Materials provided
━━━━━━━━━━━━━━━━━━━━

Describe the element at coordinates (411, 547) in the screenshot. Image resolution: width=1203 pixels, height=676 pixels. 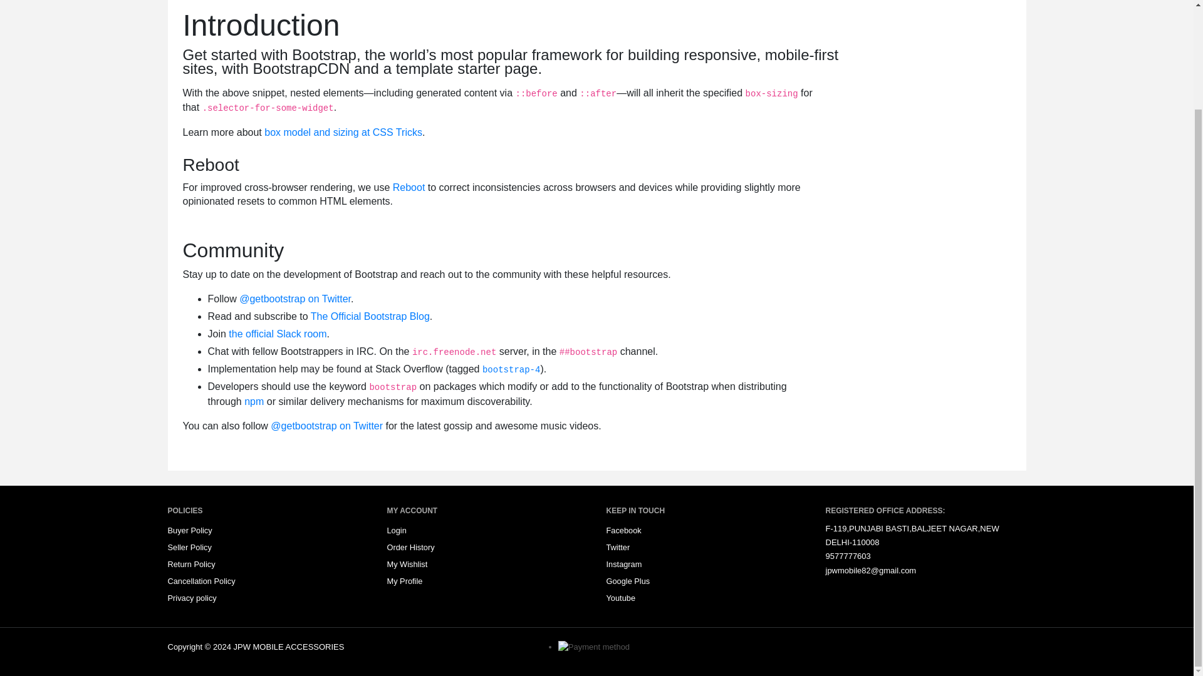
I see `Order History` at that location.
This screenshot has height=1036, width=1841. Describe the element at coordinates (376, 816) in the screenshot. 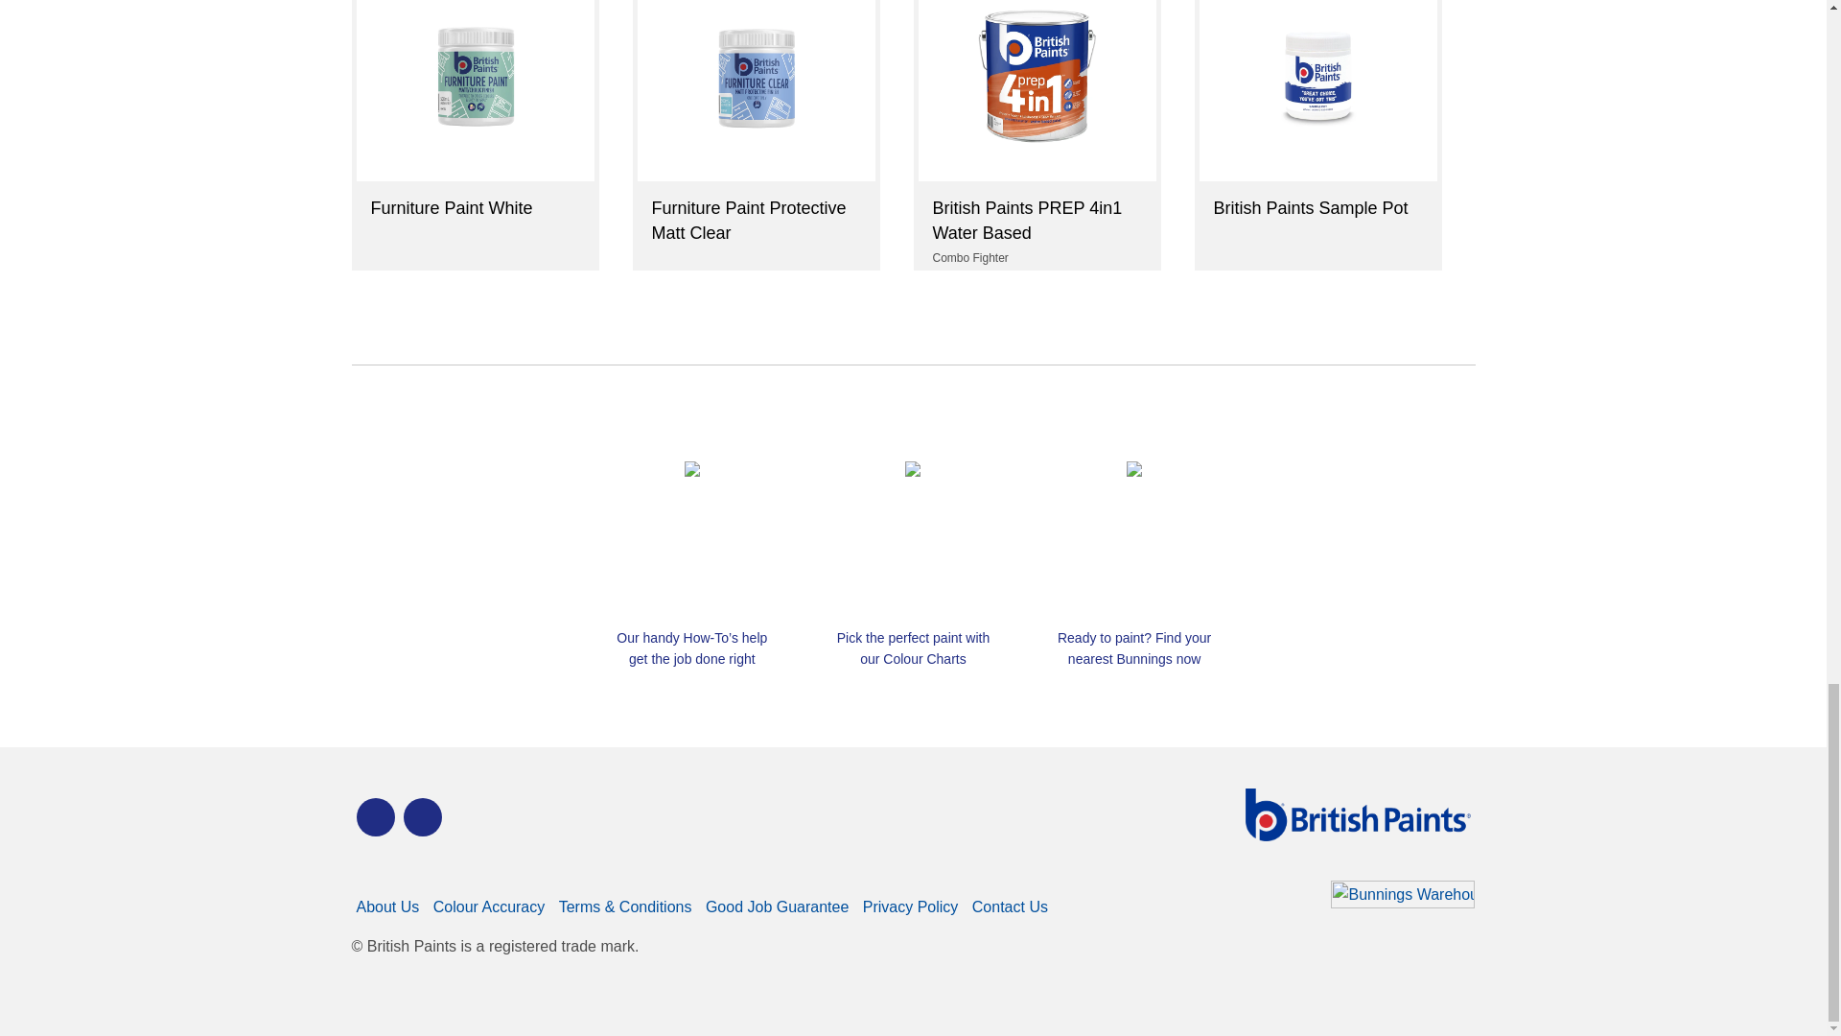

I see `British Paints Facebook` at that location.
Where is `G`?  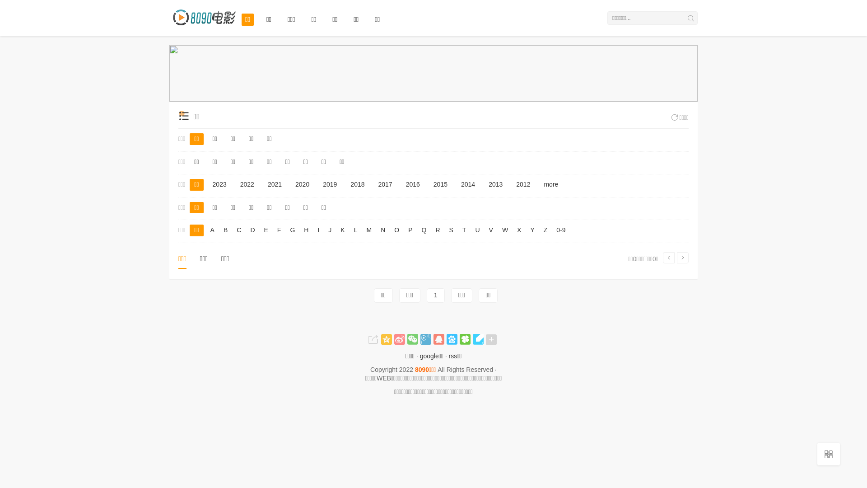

━━━━━━━━━━━━━━━━━━━━

What to work on
The listing above must be restated word for word. Its pictures are to be left out.

Reply
Describe the element at coordinates (411, 547) in the screenshot. Image resolution: width=1203 pixels, height=676 pixels. 
I see `Order History` at that location.
This screenshot has height=1036, width=1841. Describe the element at coordinates (376, 816) in the screenshot. 

I see `British Paints Facebook` at that location.
Where is `G`?  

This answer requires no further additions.